Several of our club's boat mooring whips were broken and replaced before they were fully depreciated. How should this be entered in QB?
Thanks for helping.
Bill Bickner
Several of our club's boat mooring whips were broken and replaced before they were fully depreciated. How should this be entered in QB?
Thanks for helping.
Bill Bickner
If you don't already have an Income account named Gain/Loss on Disposal of Assets or something similar, create one. Then create a General Journal entry where you debit that account for the undepreciated value of the asset and credit the asset account for the same amount. Depending on your facts, you may get a capital or other deductible loss for this item for tax pursposes but your accountant will need to make that call.
message below means for the REMAINING undepreciated value (i.e., if asset cost 100 and you've already taken $75 of depreciation, the write-off amount is $25)
I believe all the textbooks say that you should credit the asset account for the original cost and debit the accumulated depreciation account for the amount attributable to the asset.
Technically you're absolutely correct. The point is to get to zero and in QB, the main asset account already shows the net remaining book value. Either approach gets you to the right answer. In other general ledger software where the accum depr is not a subaccount of the asset account, the distinction you're making makes a difference.
You are assuming that OP has made accum deprec a subaccount. I didn't read that, so did not make that assumption.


Show all lines from the material that carry the word "interactable".

Supplied records Start Marker

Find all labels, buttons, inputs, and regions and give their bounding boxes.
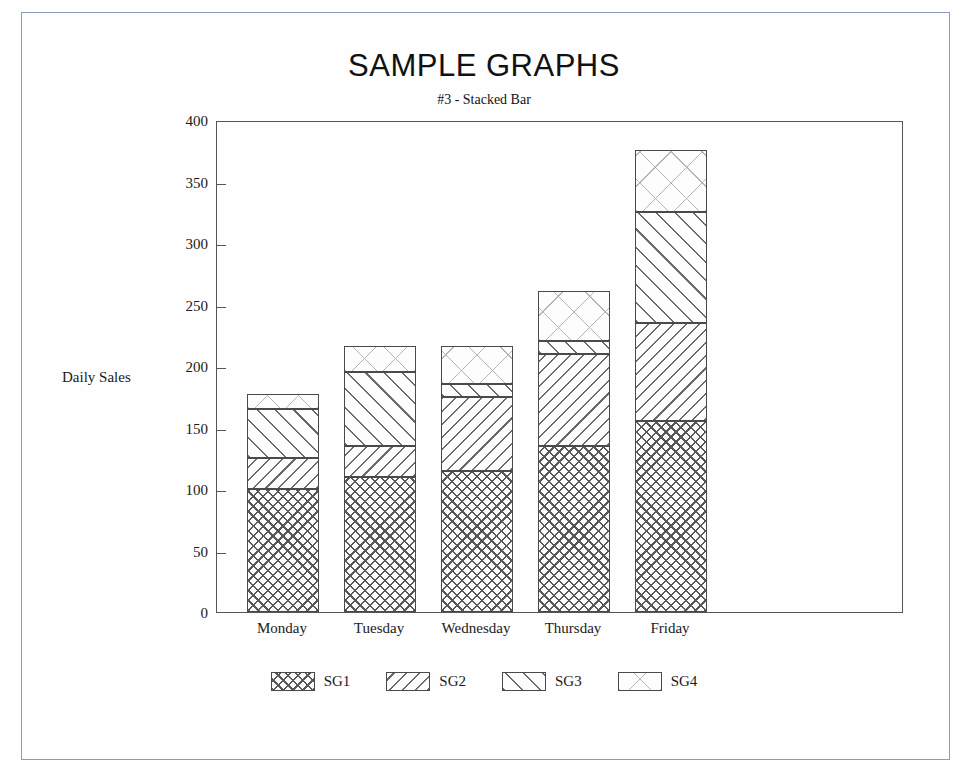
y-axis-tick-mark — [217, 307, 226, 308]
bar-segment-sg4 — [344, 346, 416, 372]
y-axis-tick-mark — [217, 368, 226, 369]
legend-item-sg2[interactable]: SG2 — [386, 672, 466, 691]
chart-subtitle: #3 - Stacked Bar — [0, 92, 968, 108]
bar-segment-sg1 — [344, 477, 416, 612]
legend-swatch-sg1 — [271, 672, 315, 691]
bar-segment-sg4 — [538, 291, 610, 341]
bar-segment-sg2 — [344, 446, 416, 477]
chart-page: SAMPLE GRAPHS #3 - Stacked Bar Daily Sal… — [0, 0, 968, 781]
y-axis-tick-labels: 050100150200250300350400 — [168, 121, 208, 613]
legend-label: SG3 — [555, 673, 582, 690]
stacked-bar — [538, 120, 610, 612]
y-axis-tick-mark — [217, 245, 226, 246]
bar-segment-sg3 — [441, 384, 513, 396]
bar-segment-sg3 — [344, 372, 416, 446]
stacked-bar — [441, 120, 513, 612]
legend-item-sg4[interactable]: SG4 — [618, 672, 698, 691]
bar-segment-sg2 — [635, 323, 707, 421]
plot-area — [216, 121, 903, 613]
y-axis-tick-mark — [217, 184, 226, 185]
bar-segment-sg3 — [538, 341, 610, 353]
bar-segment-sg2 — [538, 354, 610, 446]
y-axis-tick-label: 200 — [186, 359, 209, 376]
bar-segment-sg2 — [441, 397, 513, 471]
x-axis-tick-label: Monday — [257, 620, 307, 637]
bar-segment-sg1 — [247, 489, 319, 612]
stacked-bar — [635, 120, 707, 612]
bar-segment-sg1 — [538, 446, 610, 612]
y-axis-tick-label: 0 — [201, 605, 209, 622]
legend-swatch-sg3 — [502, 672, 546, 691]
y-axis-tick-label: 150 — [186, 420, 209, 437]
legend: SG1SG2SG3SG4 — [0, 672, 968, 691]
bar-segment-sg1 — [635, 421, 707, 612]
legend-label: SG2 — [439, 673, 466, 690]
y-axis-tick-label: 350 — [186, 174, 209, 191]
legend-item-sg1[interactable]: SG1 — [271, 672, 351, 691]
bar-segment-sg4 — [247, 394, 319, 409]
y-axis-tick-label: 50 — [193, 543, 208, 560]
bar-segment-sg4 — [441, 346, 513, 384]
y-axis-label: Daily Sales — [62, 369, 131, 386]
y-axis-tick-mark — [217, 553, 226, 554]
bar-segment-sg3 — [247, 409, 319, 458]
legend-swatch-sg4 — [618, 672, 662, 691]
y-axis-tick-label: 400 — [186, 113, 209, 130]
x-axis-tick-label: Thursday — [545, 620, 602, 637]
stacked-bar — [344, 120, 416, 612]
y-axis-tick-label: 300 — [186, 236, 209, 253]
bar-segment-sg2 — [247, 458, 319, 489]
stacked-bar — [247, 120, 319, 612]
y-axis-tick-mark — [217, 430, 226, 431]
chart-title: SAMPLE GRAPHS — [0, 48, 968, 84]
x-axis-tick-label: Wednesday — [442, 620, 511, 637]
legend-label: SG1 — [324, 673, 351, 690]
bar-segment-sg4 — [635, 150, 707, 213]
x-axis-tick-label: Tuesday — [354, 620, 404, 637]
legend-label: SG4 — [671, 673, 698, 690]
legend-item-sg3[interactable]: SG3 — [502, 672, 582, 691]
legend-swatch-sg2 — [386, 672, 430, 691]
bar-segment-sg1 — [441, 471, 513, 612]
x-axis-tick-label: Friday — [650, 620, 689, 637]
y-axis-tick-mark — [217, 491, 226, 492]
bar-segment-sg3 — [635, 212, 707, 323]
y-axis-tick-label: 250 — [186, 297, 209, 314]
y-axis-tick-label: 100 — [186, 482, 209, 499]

Supplied records End Marker

Answer for this exercise:
legend-item-sg2[interactable]: SG2 — [386, 672, 466, 691]
legend-item-sg4[interactable]: SG4 — [618, 672, 698, 691]
legend-item-sg1[interactable]: SG1 — [271, 672, 351, 691]
legend-item-sg3[interactable]: SG3 — [502, 672, 582, 691]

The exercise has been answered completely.